Disclaimer: This calculator gives the apparent power from the values you enter, with no power factor. Actual UPS, transformer, and conductor sizing also depend on the real-power (watt) rating, continuous-load factors, inrush, and code. Always verify against your local electrical code and the authority having jurisdiction (AHJ), and consult a licensed electrician or professional engineer for installation decisions. Code references reflect the NEC 2023 edition (NFPA 70); your jurisdiction may enforce an earlier edition, so confirm locally.

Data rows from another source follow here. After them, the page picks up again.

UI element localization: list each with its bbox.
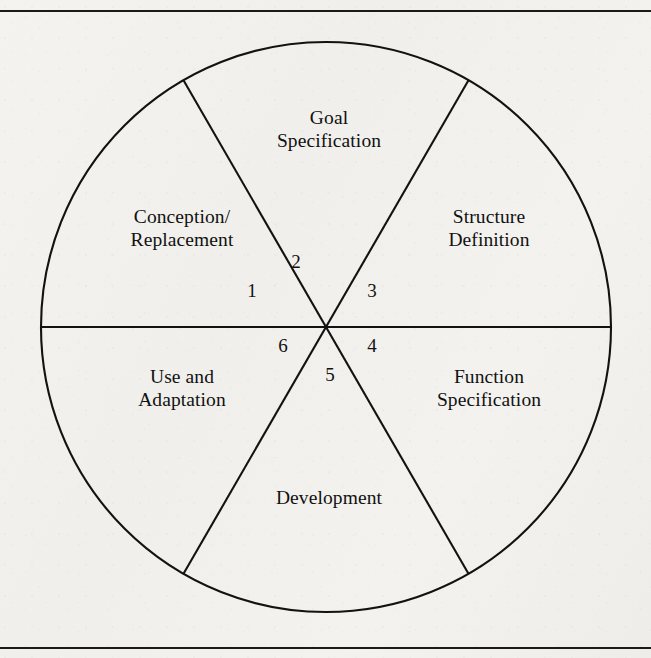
segment-number-5: 5 [310, 364, 350, 386]
segment-number-3: 3 [352, 280, 392, 302]
cycle-diagram-svg [0, 0, 651, 658]
segment-number-1: 1 [232, 280, 272, 302]
segment-number-2: 2 [276, 251, 316, 273]
segment-number-6: 6 [263, 335, 303, 357]
figure-page: Conception/ Replacement Goal Specificati… [0, 0, 651, 658]
segment-number-4: 4 [352, 335, 392, 357]
segment-label-1: Conception/ Replacement [52, 205, 312, 251]
segment-label-4: Function Specification [359, 365, 619, 411]
segment-label-3: Structure Definition [359, 205, 619, 251]
segment-label-6: Use and Adaptation [52, 365, 312, 411]
segment-label-2: Goal Specification [199, 106, 459, 152]
segment-label-5: Development [199, 486, 459, 509]
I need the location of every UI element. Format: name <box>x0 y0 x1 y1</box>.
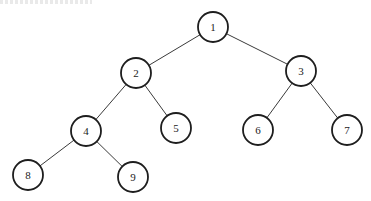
edge-2-4 <box>96 84 126 119</box>
node-label: 1 <box>210 21 216 33</box>
edge-1-2 <box>149 35 200 66</box>
node-label: 3 <box>298 65 304 77</box>
edge-3-6 <box>267 83 292 118</box>
tree-node-4: 4 <box>71 116 101 146</box>
edge-3-7 <box>310 83 338 118</box>
edge-4-9 <box>97 141 123 166</box>
tree-node-7: 7 <box>332 115 362 145</box>
edge-1-3 <box>226 34 287 65</box>
tree-node-1: 1 <box>198 12 228 42</box>
node-label: 6 <box>255 124 261 136</box>
tree-node-6: 6 <box>243 115 273 145</box>
node-label: 5 <box>173 122 179 134</box>
node-label: 2 <box>133 67 139 79</box>
edge-4-8 <box>40 140 74 166</box>
node-label: 9 <box>130 171 136 183</box>
tree-node-9: 9 <box>118 162 148 192</box>
tree-node-2: 2 <box>121 58 151 88</box>
nodes: 123456789 <box>13 12 362 192</box>
tree-node-8: 8 <box>13 160 43 190</box>
node-label: 8 <box>25 169 31 181</box>
edge-2-5 <box>145 85 167 116</box>
node-label: 7 <box>344 124 350 136</box>
tree-node-5: 5 <box>161 113 191 143</box>
tree-node-3: 3 <box>286 56 316 86</box>
node-label: 4 <box>83 125 89 137</box>
binary-tree-diagram: 123456789 <box>0 0 371 201</box>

Frequently Asked Questions

How do you convert amps to VA?

Multiply the current in amps by the voltage. For single-phase, VA = amps × volts. For three-phase, multiply by √3 as well: VA = √3 × amps × volts, where √3 ≈ 1.732. For example, 5 A at 120 V is 5 × 120 = 600 VA. There is no power factor, because VA is apparent power.

What is a volt-ampere (VA)?

A volt-ampere is the unit of apparent power in an AC circuit, and its symbol is VA. One VA is one volt multiplied by one amp. It is the plain product of voltage and current, before power factor, so it is what a transformer, UPS, or generator is rated in. In a DC or unity-power-factor circuit, one VA equals one watt; with reactive loads, the volt-amps are higher than the watts.

Is VA the same as watts?

No. VA (volt-amperes) is apparent power, volts × amps; a watt is real power, volts × amps × power factor. Because power factor is at most 1, the watts are always equal to or less than the VA. A 1,000 VA load at a 0.8 power factor is 800 W. Use VA to size wiring, transformers, and a UPS; use watts for energy use.

How do I size a UPS from amps?

Add up the current the equipment draws, multiply by the supply voltage to get volt-amperes, and choose a UPS rated at that VA or the next size up. For example, a rack pulling 6.5 A at 120 V is 6.5 × 120 = 780 VA, so an 800 VA or 1,000 VA UPS covers it with a little margin. Check the UPS watt rating too, since the load must stay under both.

What is 5 amps in VA?

It depends on the voltage, because VA = amps × volts. At 120 V, 5 A is 5 × 120 = 600 VA; at 240 V it is 1,200 VA; at 24 V it is 120 VA. On a 208 V three-phase circuit, 5 A is √3 × 5 × 208 = 1,801 VA. Higher voltage means more VA for the same current.

How do you convert amps to VA for a three-phase circuit?

Multiply the current by √3 × the line-to-line voltage: VA = √3 × amps × volts, where √3 ≈ 1.732. For example, 10 A at 208 V three-phase is 1.732 × 10 × 208 = 3,600 VA. If your voltage is line-to-neutral instead, multiply by 3 × V. There is no power factor in the conversion.